Question

I have been playing around with Python's FTP library and am starting to think that it is too slow as compared to using a script file in DOS? I run sessions where I download thousands of data files (I think I have over 8 million right now). My observation is that the download process seems to take five to ten times as long in Python than it does as compared to using the ftp commands in the DOS shell.

Since I don't want anyone to fix my code I have not included any. I am more interested in understanding if my observation is valid or if I need to tinker more with the arguments.

Was it helpful?

Solution

FTPLib is implemented in Python whereas your "DOS Script" is actually a script which calls a compiled command. Executing this command is probably faster than interpreting Python code. If it is too slow for you, I suggest to call the DOS command from Python using the subprocess module.

OTHER TIPS

FTPlib may not be the cleanest Python API, I don't think it so bad that it run ten times slower than a DOS shell script.

Unless you do not provide any code to compare, e.g you shell and you python snippet to batch dl 5000 files, I can't see how we can help you.

The speed problem is probably in your code. FTPlib is not 10 times slower.

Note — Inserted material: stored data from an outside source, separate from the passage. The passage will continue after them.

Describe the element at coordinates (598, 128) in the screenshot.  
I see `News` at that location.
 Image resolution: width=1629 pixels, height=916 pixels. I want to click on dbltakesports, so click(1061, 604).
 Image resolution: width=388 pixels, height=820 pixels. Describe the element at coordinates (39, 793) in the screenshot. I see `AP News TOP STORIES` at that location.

define blocksize along with storbinary of ftp connection,so you will get 1.5-3.0x more faster connection than FTP Filezilla :)

from ftplib import FTP

USER = "Your_user_id"
PASS = "Your_password"
PORT = 21
SERVER = 'ftp.billionuploads.com' #use FTP server name here

ftp = FTP()
ftp.connect(SERVER, PORT)
ftp.login(USER, PASS)

try:
    file = open(r'C:\Python27\1.jpg','rb')
    ftp.storbinary('STOR ' + '1.jpg', file,102400) #here we store file in 100kb blocksize
    ftp.quit()
    file.close()
    print "File transfered"
except:
    print "Error in File transfering"
import ftplib
import time
ftp = ftplib.FTP("localhost", "mph")
t0 = time.time()
with open('big.gz.sav', 'wb') as f:
    ftp.retrbinary('RETR ' + '/Temp/big.gz', f.write)
t1 = time.time()
ftp.close()
ftp = ftplib.FTP("localhost", "mph")
t2 = time.time()
ftp.retrbinary('RETR ' + '/Temp/big.gz', lambda x: x)
t3 = time.time()
print "saving file: %f to %f: %f delta" % (t0, t1, t1 - t0)
print "not saving file: %f to %f: %f delta" % (t2, t3, t3 - t2)

So, maybe not 10x. But my runs of this saving a file are all above 160s on a laptop with a core 1.8Ghz core i7 and 8GB of ram (should be overkill) running Windows 7. A native client does it at 100s. Without the file save I'm just under 70s.

I came to this question because I've seen slow performance with ftplib on a mac (I'll rerun this test again once I have access to that machine again). While going async with the writes might be a good idea in this case, on a real network I suspect that would be far less of a gain.

disable ftplib and execute ftp via Msdos

os.system('FTP -v -i -s:C:\\ndfd\\wgrib2\\ftpscript.txt')

inside ftpscript.txt

open example.com
username
password
!:--- FTP commands below here ---
lcd c:\MyLocalDirectory
cd  public_html/MyRemoteDirectory
binary
mput "*.*"
disconnect
bye

Bigger blocksize is not always the optimum. For example uploading the same 167 MB file through wired network to same FTP server I got following times in seconds for various blocksizes:

Blocksize  Time
102400       40
 51200       30
 25600       28
 32768       30
 24576       31
 19200       34
 16384       61
 12800      144

In this configuration the optimum was around 32768 (4x8192).

But if I used wireless instead, I got these times:

Blocksize  Time
204800       78
102400       76
 51200       79
 25600       76
 32768       89
 24576       86
 19200       75
 16384      166
 12800      178
default     223

In this case there were several optimum blocksize values, all different from 32768.